One of these fragments damaged a temperature
sensor in the engine,
causing an "engine fire" indication to come on in
the cockpit. The
pilot did what the book said, "abort takeoff", even
though he was beyond
the safe stopping point. The aircraft slid off the
end of the runway and
into the now infamous 50 foot deep gully between
the runway and the 401
highway. The fuselage broke in 2 places, causing
one death and several
broken bones and minor back injuries.
In retrospect, if the
pilot had not aborted takeoff, he would have been
able to take off successfully
and come around for reasonably safe landing,
saving the aircraft
and preventing any injuries. However, there was
absolutely no way that
they could have determined that the engine was not
on fire.
Results:
-
in spite of the findings, I seem to remember that the pilot was
suspended for some time.
-
Recommendations:
- filling in the gully - not done
- cutting grooves
in the runways for improved braking - not done yet,
but the
media is still pushing the MOT. (I'm neutral on this one,
the MOT
has some good reasons for not doing it)
- cleaning the
tarmac of burned rubber - only done once if I recall
correctly.
As a counter example, I offer you another:
It had become common
practise for twin-otter pilots to place the props
in full reverse pitch
while landing, instants before actually touching down.
This had the effect
of shortening the landing run considerably over the
already short runs (twin-otter
is STOL). However, due to a number of
accidents being traced
to pilots doing this too soon - eg: 50 feet up,
the aircraft manufacturer
then modified the aircraft so as to prevent
reverse pitch unless
the aircraft was actually on the ground.
(The above, however, is from a newspaper, and would bear closer research).

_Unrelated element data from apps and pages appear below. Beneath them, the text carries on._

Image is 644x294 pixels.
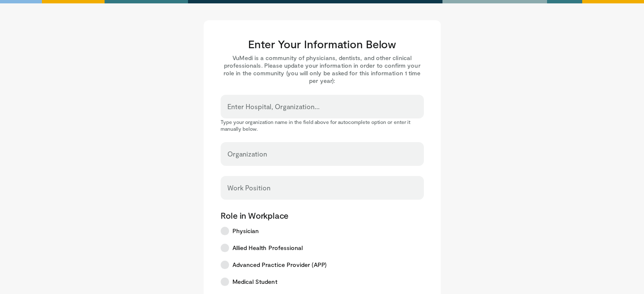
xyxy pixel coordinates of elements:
[227,179,271,196] label: Work Position
[221,37,424,51] h3: Enter Your Information Below
[232,226,259,235] span: Physician
[221,118,424,132] p: Type your organization name in the field above for autocomplete option or enter it manually below.
[227,145,267,162] label: Organization
[221,54,424,84] p: VuMedi is a community of physicians, dentists, and other clinical professionals. Please update yo...
[232,243,303,252] span: Allied Health Professional
[227,98,320,115] label: Enter Hospital, Organization...
[232,261,327,269] span: Advanced Practice Provider (APP)
[221,210,424,221] p: Role in Workplace
[232,278,278,286] span: Medical Student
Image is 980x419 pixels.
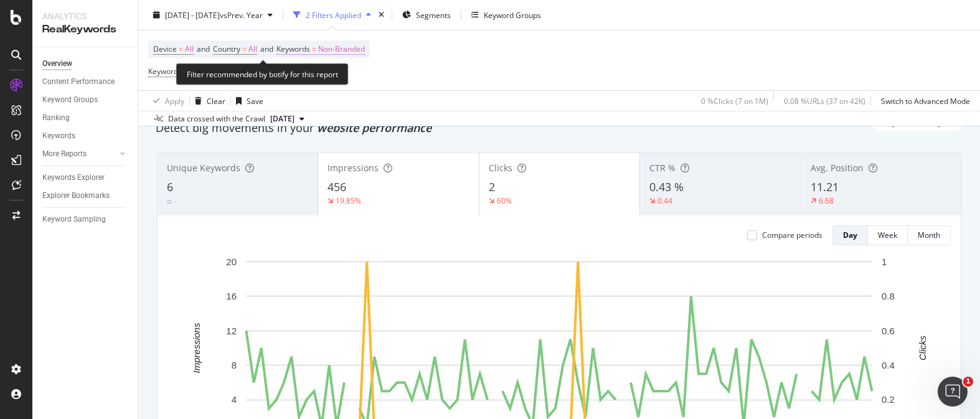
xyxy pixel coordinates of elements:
[312,44,316,54] span: =
[832,226,868,245] button: Day
[176,64,349,85] div: Filter recommended by botify for this report
[148,66,178,76] span: Keyword
[153,44,177,54] span: Device
[868,226,908,245] button: Week
[42,75,114,89] div: Content Performance
[42,10,128,22] div: Analytics
[484,9,541,20] div: Keyword Groups
[784,95,866,106] div: 0.08 % URLs ( 37 on 42K )
[318,41,365,58] span: Non-Branded
[416,9,451,20] span: Segments
[213,44,240,54] span: Country
[881,394,895,405] text: 0.2
[148,5,278,25] button: [DATE] - [DATE]vsPrev. Year
[167,200,172,203] img: Equal
[881,291,895,301] text: 0.8
[42,94,129,106] a: Keyword Groups
[918,230,940,240] div: Month
[42,57,72,71] div: Overview
[497,196,512,206] div: 60%
[246,95,264,106] div: Save
[649,179,684,194] span: 0.43 %
[289,5,376,25] button: 2 Filters Applied
[887,118,958,126] span: By website & by URL
[42,213,106,226] div: Keyword Sampling
[878,230,897,240] div: Week
[42,171,129,184] a: Keywords Explorer
[260,44,274,54] span: and
[206,95,226,106] div: Clear
[42,148,116,161] a: More Reports
[42,129,129,143] a: Keywords
[649,162,676,173] span: CTR %
[168,113,265,124] div: Data crossed with the Crawl
[42,148,86,161] div: More Reports
[226,256,236,267] text: 20
[42,171,104,184] div: Keywords Explorer
[42,75,129,89] a: Content Performance
[701,95,769,106] div: 0 % Clicks ( 7 on 1M )
[42,111,129,124] a: Ranking
[276,44,310,54] span: Keywords
[908,226,951,245] button: Month
[489,179,495,194] span: 2
[42,129,75,143] div: Keywords
[249,41,257,58] span: All
[843,230,857,240] div: Day
[42,94,98,106] div: Keyword Groups
[265,111,309,126] button: [DATE]
[231,394,236,405] text: 4
[466,5,546,25] button: Keyword Groups
[306,9,361,20] div: 2 Filters Applied
[42,111,70,124] div: Ranking
[397,5,456,25] button: Segments
[876,91,970,111] button: Switch to Advanced Mode
[165,95,184,106] div: Apply
[42,22,128,36] div: RealKeywords
[42,189,129,202] a: Explorer Bookmarks
[270,113,294,124] span: 2025 Sep. 4th
[328,179,346,194] span: 456
[42,189,109,202] div: Explorer Bookmarks
[179,44,183,54] span: =
[376,9,386,21] div: times
[167,162,240,173] span: Unique Keywords
[148,91,184,111] button: Apply
[658,196,672,206] div: 0.44
[489,162,512,173] span: Clicks
[231,360,236,370] text: 8
[328,162,379,173] span: Impressions
[811,179,839,194] span: 11.21
[242,44,246,54] span: =
[42,57,129,71] a: Overview
[964,376,974,386] span: 1
[226,291,236,301] text: 16
[881,256,886,267] text: 1
[917,335,928,360] text: Clicks
[881,95,970,106] div: Switch to Advanced Mode
[185,41,194,58] span: All
[231,91,264,111] button: Save
[167,179,173,194] span: 6
[881,325,895,336] text: 0.6
[220,9,263,20] span: vs Prev. Year
[881,360,895,370] text: 0.4
[191,323,201,373] text: Impressions
[190,91,226,111] button: Clear
[226,325,236,336] text: 12
[165,9,220,20] span: [DATE] - [DATE]
[42,213,129,226] a: Keyword Sampling
[336,196,361,206] div: 19.85%
[819,196,834,206] div: 6.68
[811,162,864,173] span: Avg. Position
[196,44,210,54] span: and
[938,376,968,406] iframe: Intercom live chat
[174,196,177,206] div: -
[762,230,823,240] div: Compare periods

----------------------------------------------------------------------
----------------------------------------------------------------------
Date: Wed, 29 Oct 86
17:31:59 pst
From: Dave Benson <benson%wsu.csnet@CSNET-RELAY.ARPA>
To: risks%csl.sri.com@RELAY.CS.NET
Subject: The
software that worked too well
This story is nth hand,
thus to be classified as rumor. But it is
relevant to RISKS, so
I pass it on, if only as a parable.
SeaTac is the main Seattle-area
airport. Ordinarily aircraft landings are
from the north, and
this end of the runway is equipped with all the sensing
equipment necessary
to do ALS (Automatic Landing System) approaches.
The early 747 ALS worked
beautifully, and the first of these multi-centaton
aircraft set down exactly
at the spot in the center of the runway that the
ALS was heading for.
The second 747 set down there. The third 747 landed
on this part of the
runway. ... As did all the others.
After a while, SeaTac
personnel noticed that the concrete at this point at
the north end of the
ALS runway was breaking up under the repeated impact of
747 landings.
So the sofware was modified so that 3 miles out on the
approach, a random number
generator is consulted to choose a landing spot --
a little long, a little
short, a little to the left or a little to the right.
THE MORAL:
Don't assume
you understand the universe without actually experimenting.